What is the winter Solstice? It is the midpoint, or mudhya, between turning inward toward autumn, and outward toward spring.

Hello and happy Winter Solstice. I'm snowed in here in Portland, Oregon. It's part exciting and part scary. The adventures of the last ten days have been a bit of overwhelming at times, and I have had trouble putting it all into words. Or more accurately - I have had trouble figuring out how to pare down the sheer number of words into a decipherable offering. But I'm working on it, and there should be at least one or two new things to read in the break before The New Year.

So yes, the winter wonderland is in full effect here in the Northwest. All across the northern plains the weather has been extreme, in many places much colder and snowier than here in Portland. But eight inches (!) of snow is an unusual situation here, and we lack the civic infrastructure, not to mention the individual know how, to go on with business as usual. The streets are not plowed. We're basically snowed in.

Funny, I've felt a bit reluctant to write about the weather, to call attention to conditions that I know will seem relatively mild to so many of you. But it's like in an asana, for example a forward bend. It's how one person may be able to bring their head all the way to their knee, while another may not even be able to sit on the ground without props, but both persons are experiencing an opening, and it's the opening that counts. It's much colder in Montana than it is in Portland. In the midwest this would be winter as usual. But believe me, the weather here this week is blowing my mind right open.

•••••

What is the winter Solstice? It is the midpoint, or mudhya, of the season. The western hemisphere will now begin its movement toward longer days and warmer weather, and a more outward inclination on the part of the plants, the animals, and the humans that live here. If nature draws inward in the fall and winter months, and extends out again in the spring, then the solstices are the focal points.

As a pose to represent this time of year, I choose downward dog. Down dog is doable in some form for almost every body, it is part forward bend, part back bend, a gentle inversion, and a powerful strengthening pose, making it as varied in scope as the seasonal traditions and ritual celebrations of solstice time, and also as universally appealing and challenging. And down dog is a sort of matrix in and of itself - a pose from which and into which so many other poses flow. It, too, is a midpoint, a mudyha.

The energetic focal point in down dog (the mudyha of the mudyha), is the heart, and it is here, at the heart, that we land on the date of winter solstice. Winter solstice, and the myriad cultural celebrations that have grown up around it, is the heart, the hearth, of the year. It is the connecting place between the muscular actions of the cooler seasons - drawing us inward to behold the divine as she resides within, and the organic extension that is prevalent in the spring and summer months - the reaching out across the web of consciousness to celebrate the divine as she is reflected in all of the many forms around us.

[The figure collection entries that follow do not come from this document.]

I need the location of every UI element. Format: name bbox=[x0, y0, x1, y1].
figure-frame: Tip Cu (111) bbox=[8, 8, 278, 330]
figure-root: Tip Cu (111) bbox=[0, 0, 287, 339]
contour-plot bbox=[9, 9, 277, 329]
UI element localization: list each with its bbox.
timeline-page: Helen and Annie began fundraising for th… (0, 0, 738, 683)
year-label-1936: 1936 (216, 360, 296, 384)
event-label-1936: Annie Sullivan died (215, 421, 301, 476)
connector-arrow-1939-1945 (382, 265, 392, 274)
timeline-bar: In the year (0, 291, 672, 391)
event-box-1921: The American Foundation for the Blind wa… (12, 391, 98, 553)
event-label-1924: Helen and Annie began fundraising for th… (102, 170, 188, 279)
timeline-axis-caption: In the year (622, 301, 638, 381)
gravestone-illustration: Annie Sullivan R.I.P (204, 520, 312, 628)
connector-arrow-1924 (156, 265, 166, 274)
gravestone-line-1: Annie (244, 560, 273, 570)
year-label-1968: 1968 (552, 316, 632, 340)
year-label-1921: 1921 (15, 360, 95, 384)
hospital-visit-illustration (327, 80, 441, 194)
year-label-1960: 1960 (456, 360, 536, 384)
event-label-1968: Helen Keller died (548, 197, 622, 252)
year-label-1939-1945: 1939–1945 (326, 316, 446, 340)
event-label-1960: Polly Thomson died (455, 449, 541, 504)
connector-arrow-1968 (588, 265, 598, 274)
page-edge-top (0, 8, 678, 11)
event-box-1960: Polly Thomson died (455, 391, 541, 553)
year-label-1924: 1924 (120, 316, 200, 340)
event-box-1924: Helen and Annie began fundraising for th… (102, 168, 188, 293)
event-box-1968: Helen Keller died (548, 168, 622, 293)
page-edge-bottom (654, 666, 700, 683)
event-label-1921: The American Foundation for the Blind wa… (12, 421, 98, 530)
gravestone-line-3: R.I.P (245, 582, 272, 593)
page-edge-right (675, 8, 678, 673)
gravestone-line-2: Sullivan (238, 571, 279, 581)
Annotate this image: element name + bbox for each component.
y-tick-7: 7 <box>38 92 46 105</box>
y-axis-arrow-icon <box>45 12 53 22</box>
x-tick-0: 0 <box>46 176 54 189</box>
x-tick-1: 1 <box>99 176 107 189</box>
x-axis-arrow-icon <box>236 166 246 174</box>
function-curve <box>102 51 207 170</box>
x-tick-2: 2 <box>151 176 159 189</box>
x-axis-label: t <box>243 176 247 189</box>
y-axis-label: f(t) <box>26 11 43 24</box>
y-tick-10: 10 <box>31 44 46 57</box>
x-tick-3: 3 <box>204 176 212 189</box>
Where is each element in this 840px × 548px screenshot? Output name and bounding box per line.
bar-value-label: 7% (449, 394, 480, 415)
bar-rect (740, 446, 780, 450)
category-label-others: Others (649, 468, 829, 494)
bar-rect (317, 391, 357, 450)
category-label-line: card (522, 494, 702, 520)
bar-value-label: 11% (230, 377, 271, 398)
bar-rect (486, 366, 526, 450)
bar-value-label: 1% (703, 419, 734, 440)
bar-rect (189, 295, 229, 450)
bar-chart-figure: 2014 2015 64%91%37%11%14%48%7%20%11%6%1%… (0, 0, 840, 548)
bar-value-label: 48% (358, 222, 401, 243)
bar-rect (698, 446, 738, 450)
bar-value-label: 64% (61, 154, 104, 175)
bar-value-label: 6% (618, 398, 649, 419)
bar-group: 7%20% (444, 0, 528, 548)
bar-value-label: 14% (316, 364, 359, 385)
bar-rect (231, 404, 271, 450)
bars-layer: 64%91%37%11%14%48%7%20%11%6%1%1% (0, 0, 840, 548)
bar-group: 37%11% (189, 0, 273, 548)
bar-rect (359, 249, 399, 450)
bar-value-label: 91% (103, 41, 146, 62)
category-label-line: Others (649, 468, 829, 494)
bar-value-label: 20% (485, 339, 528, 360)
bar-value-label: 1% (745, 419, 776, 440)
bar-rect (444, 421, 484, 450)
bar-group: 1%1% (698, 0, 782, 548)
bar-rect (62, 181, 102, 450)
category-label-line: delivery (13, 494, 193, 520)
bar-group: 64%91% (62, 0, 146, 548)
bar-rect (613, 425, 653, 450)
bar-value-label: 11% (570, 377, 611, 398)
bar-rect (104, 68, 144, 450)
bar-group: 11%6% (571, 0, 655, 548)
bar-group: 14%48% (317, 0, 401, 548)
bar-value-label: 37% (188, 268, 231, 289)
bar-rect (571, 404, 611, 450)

This is the first Christmas of my married life. We will not be visiting with family this year, as finances and now the weather have made travel impossible. But this gives us an opportunity to fill our own home with colored lights, and the smell of things roasting, and the warmth of a celebratory glass of something, well, spirited. I'm not sure whether the ritual festivities of winter are meant to celebrate the fact that we are once again moving toward light, or to show us the light, the tejas, that can be found in the darkness itself. Either way, from my heart I bow to the light within all of you.